HUMZA Yousaf has appeared to endorse a de facto referendum strategy at the next General Election after previously saying he wasn’t as “wedded” to the idea as his predecessor.
During the SNP leadership campaign, Yousaf said he had some apprehensions about the strategy and pledged to listen to the membership.
“I have some concerns about using a Westminster General Election as a de facto referendum,” he said at the launch of his campaign in February.
“I’m not as wedded to it as the First Minister, that’s her preference.
“I’m not going to go in with a preference, I’m going to listen to what the membership has got to say.
“We need to roll up our sleeves on the why we need independence, and the how will become inevitable.”
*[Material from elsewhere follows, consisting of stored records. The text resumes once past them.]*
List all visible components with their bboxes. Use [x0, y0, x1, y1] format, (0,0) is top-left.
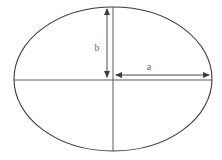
ellipse-diagram: b a	[0, 0, 222, 160]
semi-minor-axis-label: b	[95, 42, 100, 53]
semi-major-axis-label: a	[147, 61, 152, 72]
ellipse-figure-svg: b a	[0, 0, 222, 160]
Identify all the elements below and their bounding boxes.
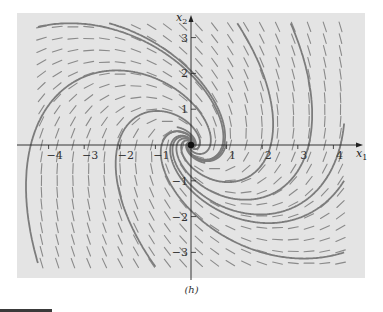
- field-arrow: [84, 50, 94, 51]
- y-tick-label: 2: [181, 67, 188, 80]
- x-tick-label: −2: [118, 149, 134, 162]
- x-tick-label: 2: [265, 149, 272, 162]
- x-tick-label: −3: [82, 149, 98, 162]
- field-arrow: [131, 86, 141, 87]
- y-tick-label: 3: [181, 32, 188, 45]
- x2-sub: 2: [182, 17, 187, 26]
- x-tick-label: −4: [46, 149, 62, 162]
- field-arrow: [262, 116, 263, 126]
- field-arrow: [261, 128, 262, 138]
- x1-axis-label: x1: [356, 147, 367, 162]
- field-arrow: [273, 239, 283, 240]
- field-arrow: [88, 175, 89, 185]
- field-arrow: [241, 204, 251, 205]
- x-tick-label: 1: [229, 149, 236, 162]
- y-tick-label: −3: [172, 246, 188, 259]
- field-arrow: [324, 116, 325, 126]
- x-tick-label: 4: [336, 149, 343, 162]
- field-arrow: [288, 239, 298, 240]
- field-arrow: [57, 164, 58, 174]
- x-tick-label: 3: [300, 149, 307, 162]
- y-tick-label: −2: [172, 211, 188, 224]
- field-arrow: [293, 105, 294, 115]
- y-tick-label: 1: [181, 103, 188, 116]
- x-tick-label: −1: [153, 149, 169, 162]
- phase-portrait: −4−3−2−11234−3−2−1123 x1 x2: [0, 0, 383, 312]
- y-tick-label: −1: [172, 175, 188, 188]
- x1-sub: 1: [362, 153, 367, 162]
- figure-caption: (h): [0, 284, 383, 295]
- field-arrow: [324, 93, 325, 103]
- equilibrium-point: [188, 142, 194, 148]
- field-arrow: [120, 164, 121, 174]
- field-arrow: [99, 50, 109, 51]
- field-arrow: [57, 187, 58, 197]
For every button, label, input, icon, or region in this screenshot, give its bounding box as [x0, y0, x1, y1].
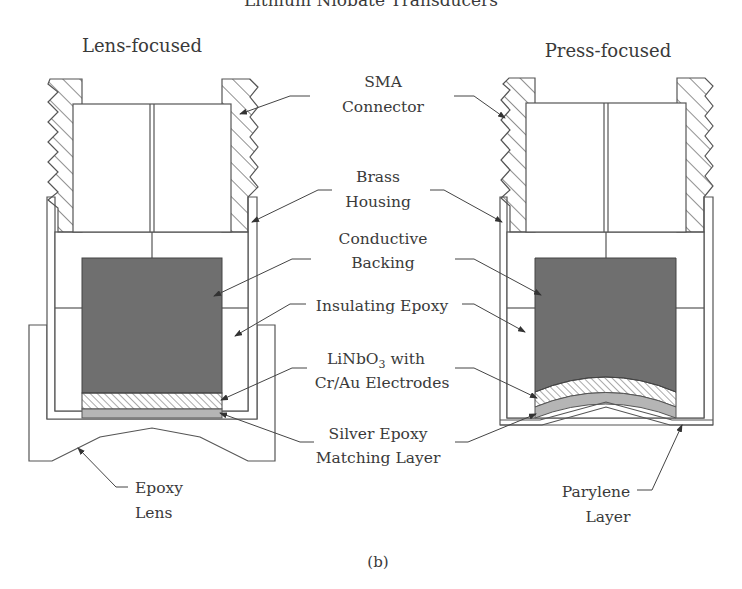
label-backing: Backing	[351, 254, 415, 272]
conductive-backing-right	[535, 258, 676, 392]
label-parylene: Parylene	[562, 483, 630, 501]
label-linbo3: LiNbO3 with	[327, 350, 425, 371]
press-focused-transducer	[500, 78, 713, 425]
label-conductive: Conductive	[339, 230, 428, 248]
figure-caption: (b)	[367, 553, 388, 571]
label-parylene-layer: Layer	[586, 508, 631, 526]
left-title: Lens-focused	[82, 35, 202, 56]
label-lens: Lens	[135, 504, 172, 522]
figure-header-partial: Lithium Niobate Transducers	[244, 0, 498, 10]
label-connector: Connector	[342, 98, 425, 116]
conductive-backing	[82, 258, 222, 393]
label-matching-layer: Matching Layer	[316, 449, 441, 467]
sma-connector-body-right	[526, 103, 686, 232]
label-brass: Brass	[356, 168, 400, 186]
transducer-diagram: Lithium Niobate Transducers Lens-focused…	[0, 0, 742, 589]
label-silver-epoxy: Silver Epoxy	[329, 425, 428, 443]
label-epoxy: Epoxy	[135, 479, 183, 497]
label-insulating-epoxy: Insulating Epoxy	[316, 297, 449, 315]
label-electrodes: Cr/Au Electrodes	[315, 374, 450, 392]
sma-connector-body	[73, 104, 231, 232]
linbo3-layer	[82, 393, 222, 409]
label-housing: Housing	[345, 193, 411, 211]
label-sma: SMA	[364, 73, 402, 91]
right-title: Press-focused	[545, 40, 672, 61]
lens-focused-transducer	[29, 79, 275, 461]
silver-epoxy-layer	[82, 409, 222, 418]
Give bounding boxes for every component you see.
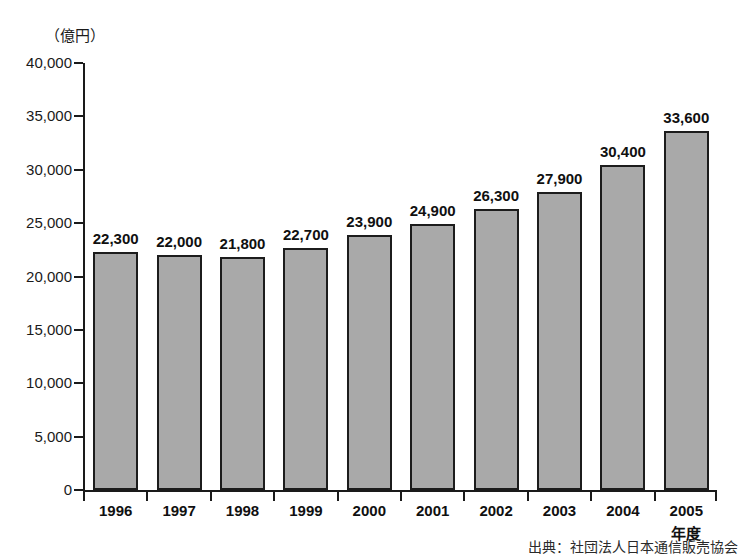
y-axis-tick-label: 5,000 <box>34 428 72 445</box>
y-axis-tick <box>74 489 83 491</box>
y-axis-tick-label: 15,000 <box>26 321 72 338</box>
bar-value-label: 26,300 <box>451 187 541 204</box>
x-axis-start-cap <box>83 492 85 501</box>
source-note: 出典：社団法人日本通信販売協会 <box>0 536 738 556</box>
bar <box>664 131 709 490</box>
y-axis-tick-label: 25,000 <box>26 214 72 231</box>
x-axis-tick-label: 2005 <box>641 502 731 519</box>
y-axis-tick <box>74 436 83 438</box>
bar <box>410 224 455 490</box>
y-axis-tick-label: 35,000 <box>26 107 72 124</box>
y-axis-tick-label: 40,000 <box>26 54 72 71</box>
bar <box>283 248 328 490</box>
bar-value-label: 33,600 <box>641 109 731 126</box>
y-axis-tick <box>74 276 83 278</box>
bar-value-label: 24,900 <box>388 202 478 219</box>
y-axis-tick-label: 20,000 <box>26 268 72 285</box>
y-axis-tick <box>74 382 83 384</box>
x-axis-tick <box>273 492 275 501</box>
x-axis-tick <box>337 492 339 501</box>
bar <box>93 252 138 490</box>
bar-value-label: 27,900 <box>515 170 605 187</box>
x-axis-end-cap <box>715 492 717 501</box>
x-axis-tick <box>400 492 402 501</box>
bar <box>537 192 582 490</box>
y-axis-tick <box>74 329 83 331</box>
bar <box>600 165 645 490</box>
y-axis-tick <box>74 222 83 224</box>
y-axis-tick <box>74 62 83 64</box>
bar-value-label: 30,400 <box>578 143 668 160</box>
y-axis-tick-label: 10,000 <box>26 374 72 391</box>
bar <box>347 235 392 490</box>
x-axis-tick <box>146 492 148 501</box>
y-axis-tick-label-column: 05,00010,00015,00020,00025,00030,00035,0… <box>0 0 72 553</box>
y-axis-tick-label: 0 <box>64 481 72 498</box>
bar <box>220 257 265 490</box>
x-axis-tick <box>527 492 529 501</box>
bar <box>157 255 202 490</box>
y-axis-tick <box>74 115 83 117</box>
y-axis-tick-label: 30,000 <box>26 161 72 178</box>
bar <box>474 209 519 490</box>
x-axis-tick <box>210 492 212 501</box>
y-axis-tick <box>74 169 83 171</box>
plot-area: 22,30022,00021,80022,70023,90024,90026,3… <box>83 63 717 491</box>
x-axis-tick <box>463 492 465 501</box>
x-axis-tick <box>590 492 592 501</box>
y-axis-line <box>83 63 85 492</box>
x-axis-tick <box>654 492 656 501</box>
However, in an e-mail to SNP members encouraging them to attend the party’s Independence Convention in Dundee on June 24, the First Minister appeared to have a more settled stance on the way forward for independence.
“It is my view that we must contest the general election on independence,” he said. “It is simple: a vote for the SNP will be a vote for independence.
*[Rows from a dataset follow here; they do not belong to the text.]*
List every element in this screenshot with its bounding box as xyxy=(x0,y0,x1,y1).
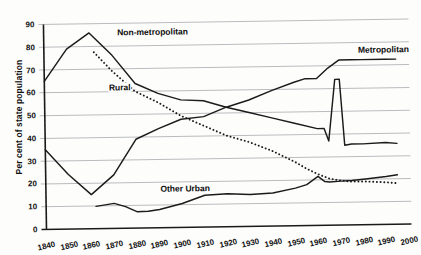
y-axis-tick-label: 10 xyxy=(17,202,37,211)
x-axis-tick-label: 1950 xyxy=(286,236,305,249)
y-axis-tick-label: 40 xyxy=(16,134,36,143)
x-axis-tick-label: 1940 xyxy=(264,236,283,249)
y-axis-tick-label: 0 xyxy=(17,225,37,234)
x-axis-tick-label: 1960 xyxy=(309,236,328,249)
plot-skew-wrapper: 0102030405060708090 Non-metropolitanMetr… xyxy=(0,0,421,255)
x-axis-tick-label: 1910 xyxy=(196,237,215,250)
y-axis-tick-label: 20 xyxy=(17,180,37,189)
x-axis-tick-label: 2000 xyxy=(400,234,419,247)
chart-container: Per cent of state population 01020304050… xyxy=(0,0,421,255)
x-axis-tick-label: 1890 xyxy=(150,238,169,251)
x-axis-tick-label: 1980 xyxy=(354,235,373,248)
y-axis-tick-label: 60 xyxy=(15,88,35,97)
x-axis-tick-label: 1880 xyxy=(128,238,147,251)
x-axis-tick-label: 1990 xyxy=(377,235,396,248)
x-axis-tick-label: 1920 xyxy=(218,237,237,250)
y-axis-tick-labels: 0102030405060708090 xyxy=(8,3,38,255)
y-axis-tick-label: 50 xyxy=(16,111,36,120)
x-axis-tick-label: 1860 xyxy=(82,239,101,252)
x-axis-tick-labels: 1840185018601870188018901900191019201930… xyxy=(38,0,412,255)
x-axis-tick-label: 1970 xyxy=(332,235,351,248)
x-axis-tick-label: 1840 xyxy=(37,240,56,253)
x-axis-tick-label: 1900 xyxy=(173,238,192,251)
y-axis-tick-label: 90 xyxy=(14,20,34,29)
x-axis-tick-label: 1850 xyxy=(59,239,78,252)
x-axis-tick-label: 1930 xyxy=(241,237,260,250)
y-axis-tick-label: 70 xyxy=(15,66,35,75)
x-axis-tick-label: 1870 xyxy=(105,239,124,252)
y-axis-tick-label: 80 xyxy=(15,43,35,52)
y-axis-tick-label: 30 xyxy=(16,157,36,166)
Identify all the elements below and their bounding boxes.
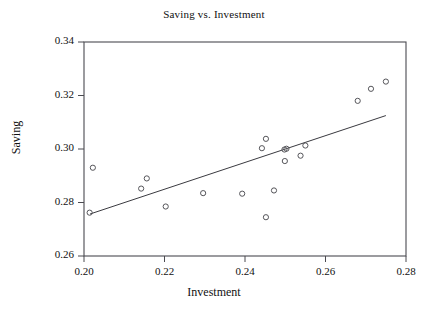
data-point (163, 204, 168, 209)
regression-line (90, 116, 386, 214)
data-point (282, 158, 287, 163)
plot-area (0, 0, 428, 314)
data-point (90, 165, 95, 170)
data-point (139, 186, 144, 191)
data-point (240, 191, 245, 196)
data-point (298, 153, 303, 158)
data-point (383, 79, 388, 84)
axis-ticks (78, 42, 406, 262)
data-point (368, 86, 373, 91)
data-points (87, 79, 388, 220)
data-point (355, 98, 360, 103)
data-point (303, 143, 308, 148)
data-point (259, 146, 264, 151)
scatter-chart: Saving vs. Investment Saving Investment … (0, 0, 428, 314)
data-point (263, 136, 268, 141)
data-point (144, 176, 149, 181)
data-point (271, 188, 276, 193)
data-point (201, 191, 206, 196)
data-point (87, 210, 92, 215)
data-point (263, 215, 268, 220)
plot-frame (84, 42, 406, 256)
“We are the party of independence and we must use every opportunity to move our country closer to that goal — by demonstrating the strength of support that exists among people across Scotland.”
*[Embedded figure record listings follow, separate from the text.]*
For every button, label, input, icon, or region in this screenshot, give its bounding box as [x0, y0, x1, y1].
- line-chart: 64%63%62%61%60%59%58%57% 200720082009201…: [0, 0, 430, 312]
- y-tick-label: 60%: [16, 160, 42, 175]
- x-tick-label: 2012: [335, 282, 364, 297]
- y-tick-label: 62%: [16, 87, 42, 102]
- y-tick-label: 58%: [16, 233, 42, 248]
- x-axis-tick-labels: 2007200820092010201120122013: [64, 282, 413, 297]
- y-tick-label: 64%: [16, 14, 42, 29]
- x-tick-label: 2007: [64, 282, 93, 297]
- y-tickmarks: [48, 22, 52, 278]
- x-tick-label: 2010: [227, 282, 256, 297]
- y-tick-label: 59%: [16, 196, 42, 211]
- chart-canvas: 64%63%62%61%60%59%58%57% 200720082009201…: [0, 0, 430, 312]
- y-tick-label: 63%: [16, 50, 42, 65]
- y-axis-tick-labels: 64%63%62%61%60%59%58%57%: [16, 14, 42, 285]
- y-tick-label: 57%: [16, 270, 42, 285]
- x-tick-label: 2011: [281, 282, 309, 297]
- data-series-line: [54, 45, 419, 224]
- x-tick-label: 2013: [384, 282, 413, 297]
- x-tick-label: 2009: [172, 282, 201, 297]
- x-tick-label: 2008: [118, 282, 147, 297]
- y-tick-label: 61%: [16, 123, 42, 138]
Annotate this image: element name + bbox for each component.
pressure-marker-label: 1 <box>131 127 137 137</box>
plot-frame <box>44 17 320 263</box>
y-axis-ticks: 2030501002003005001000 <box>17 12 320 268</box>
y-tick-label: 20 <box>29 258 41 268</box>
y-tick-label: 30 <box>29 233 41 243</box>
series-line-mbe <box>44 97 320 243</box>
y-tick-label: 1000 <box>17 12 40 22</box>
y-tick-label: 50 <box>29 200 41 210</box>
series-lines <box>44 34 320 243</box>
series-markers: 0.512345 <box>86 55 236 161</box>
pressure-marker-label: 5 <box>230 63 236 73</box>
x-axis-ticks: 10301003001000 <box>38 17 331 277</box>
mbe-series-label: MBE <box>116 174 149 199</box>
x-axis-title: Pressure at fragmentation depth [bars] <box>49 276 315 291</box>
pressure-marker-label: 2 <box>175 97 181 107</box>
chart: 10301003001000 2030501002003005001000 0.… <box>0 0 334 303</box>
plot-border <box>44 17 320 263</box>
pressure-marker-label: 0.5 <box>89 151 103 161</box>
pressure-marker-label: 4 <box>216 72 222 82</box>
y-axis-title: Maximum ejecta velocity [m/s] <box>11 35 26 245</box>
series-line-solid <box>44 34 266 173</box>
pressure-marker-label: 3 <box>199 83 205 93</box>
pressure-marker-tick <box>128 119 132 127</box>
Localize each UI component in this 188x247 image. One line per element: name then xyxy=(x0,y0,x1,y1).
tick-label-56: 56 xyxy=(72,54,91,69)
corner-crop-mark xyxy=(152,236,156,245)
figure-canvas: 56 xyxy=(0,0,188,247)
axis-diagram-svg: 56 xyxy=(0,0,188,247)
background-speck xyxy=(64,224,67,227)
The Independence Convention has come in for some criticism from party members after the SNP revealed that it won’t “officially decide” an independence strategy at the event.
But the party’s depute leader, Keith Brown, said that a convention followed by a series of regional assemblies was the “right way to do it”.
The de facto referendum plan was floated by former first minister Nicola Sturgeon after the Supreme Court ruled in November last year that the Scottish Parliament does not have the power to legislate for its own independence referendum.